On the other hand, I was traveling with the president all over the world. I was meeting the world leaders. I [shook hands] with [Former German Chancellor] Angela Merkel, who for me personally is a big example of how to lead a country for 16 years.
I was in negotiations with Donald Trump, and I talk about this in my book. I was happy to meet with [French] President [Emmanuel] Macron, to see how it works in Turkey, in different countries around the world.
I guess the reason why I was more challenged in the very beginning is that when President Zelenskyy came to power, during his electoral campaign he hardly provided any interviews. The team of men who brought him to power thought it wasn’t necessary to provide interviews and to comment on things …That was a disaster, because journalism is the way to make democracy.
Zelenskyy understood how it was important to be transparent. I was the one who was there to hold his first interviews, to foreign media especially, and we had dozens of them. I’m very proud because so many of those powerful and influential men, they thought that being a much younger girl of 32 years old, that my voice didn’t matter that much, that it was weaker than theirs.
RN: When did you decide you wanted to write a book?
IM: That’s probably a desire [I’ve had] for all my life. Being a kid, I thought it was so cool to write a book. I was always thinking about it, and always something was wrong – like there wasn’t enough of the story. When I became the press secretary, all of a sudden the story was right there, because that was a story of national and international scale. That’s where the story was turning into history. I was watching it from the position where I was, and I could take notes.

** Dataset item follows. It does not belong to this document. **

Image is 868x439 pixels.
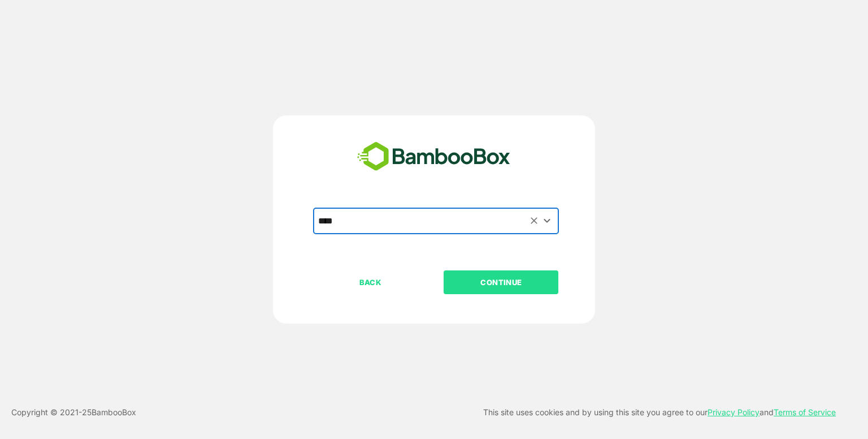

I decided to start writing at the end of 2020. It went so fast that I did it in three or four months. It was out in Ukrainian and Russian first. But this book, it was updated and it was adapted for international audiences. I avoided a lot of domestic policies and politics that would not be interesting or clear for international audiences. I wrote about the Ukrainian army and Ukrainians who are fighting the war … and how Russia was trying to penetrate every sphere of Ukrainian life … and how all this penetration and meddling led to this terrible war in 2022.
Me and my husband, we made a principle decision not to leave the county when the war started. We got a lot of offers to go, but we decided it was so important personally to stay there and do whatever it costs to be with your land, to be with your people, and give the feeling that you’re contributing to the fight.
RN: What do you hope that international audiences take away from this book about the conflict between Russia and Ukraine?
IM: This is my personal story that actually shows the story of my country and its very difficult path to democracy. I want Western audiences and Americans to see that we share, in many ways, the same values. Ukrainians are still looking to the United States and the ideal democracy.
I also want to show that my people, they are not victims. In many ways, people try to victimize us. But we are heroes. Maybe we are the objects of an attack, but we stand against a huge power. We’re like David against Goliath, and we want to win. We’re very grateful for everything that the American people have done for us, because we understand that even being strong people, devoted people, we still need the support to fight this Goliath. If we didn’t have these reliable partners around us, it would be much, much more difficult.
The post Former Ukrainian press secretary Iuliia Mendel to discuss book at MJCCA event appeared first on Reporter Newspapers & Atlanta Intown.